··· Exercise material ···

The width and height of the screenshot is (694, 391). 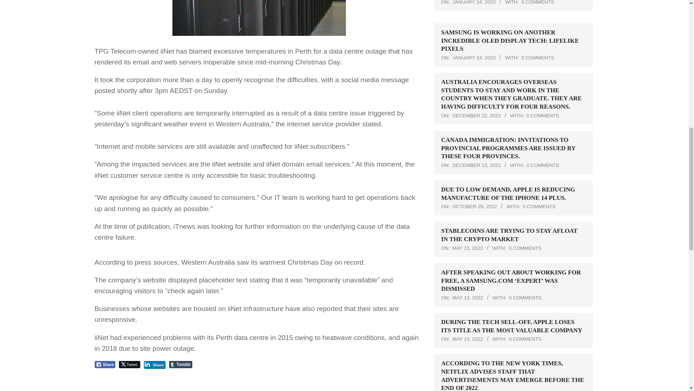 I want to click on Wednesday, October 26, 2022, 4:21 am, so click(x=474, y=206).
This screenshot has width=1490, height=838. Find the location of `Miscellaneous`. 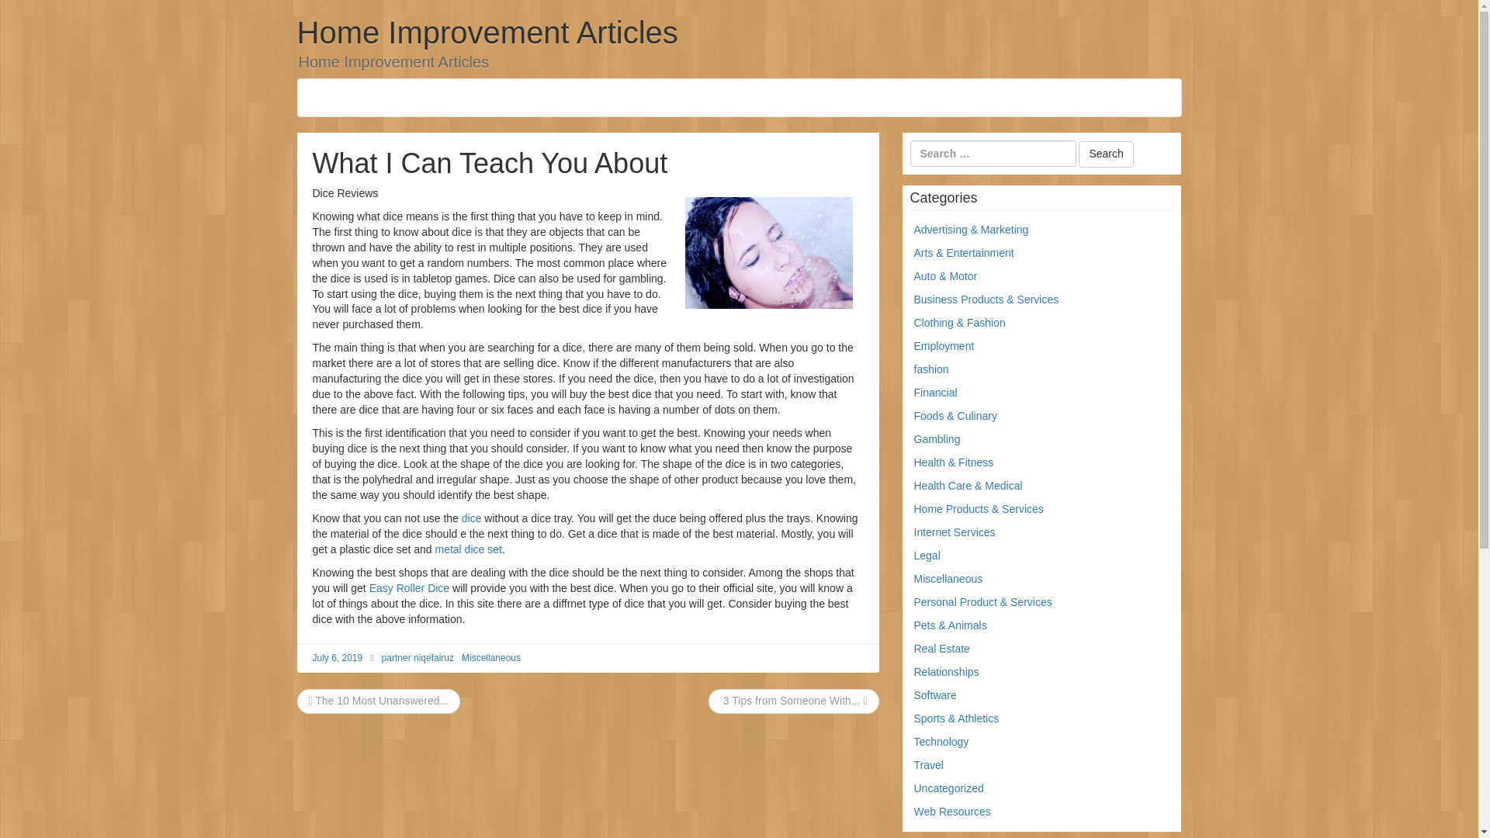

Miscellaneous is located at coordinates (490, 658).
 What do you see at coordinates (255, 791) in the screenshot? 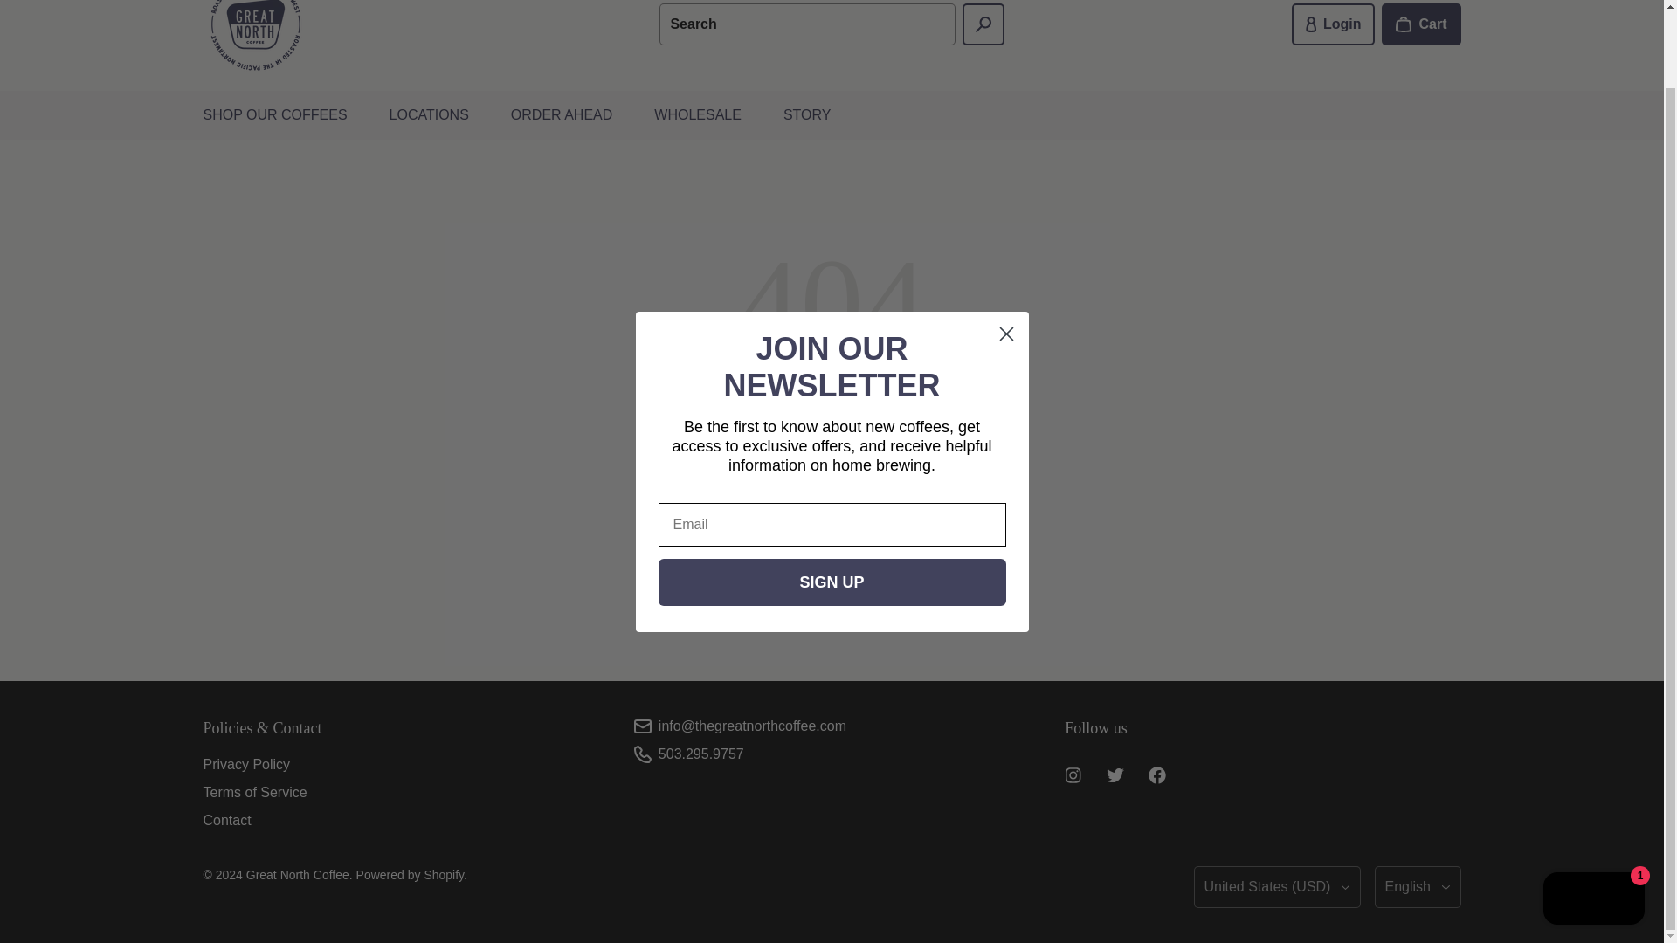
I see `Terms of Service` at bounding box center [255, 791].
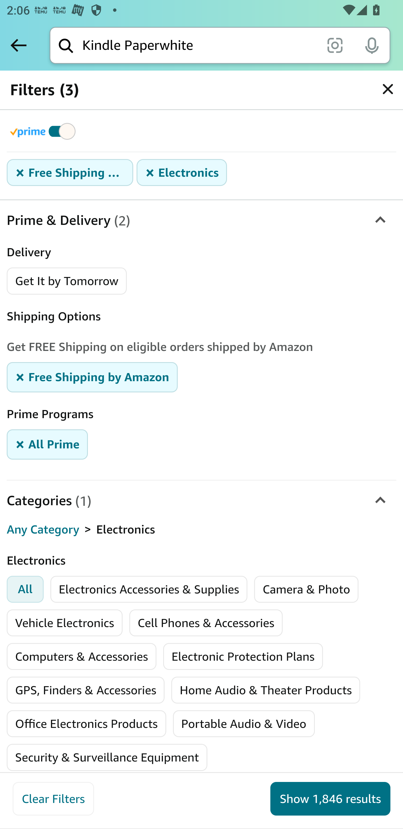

···

Your answer must be the exact lines from the one containing "This screenshot has" through the last line of the records above, with both included and no pictures.

This screenshot has width=1490, height=838. Find the location of `Miscellaneous`. 

Miscellaneous is located at coordinates (490, 658).
 What do you see at coordinates (255, 791) in the screenshot? 
I see `Terms of Service` at bounding box center [255, 791].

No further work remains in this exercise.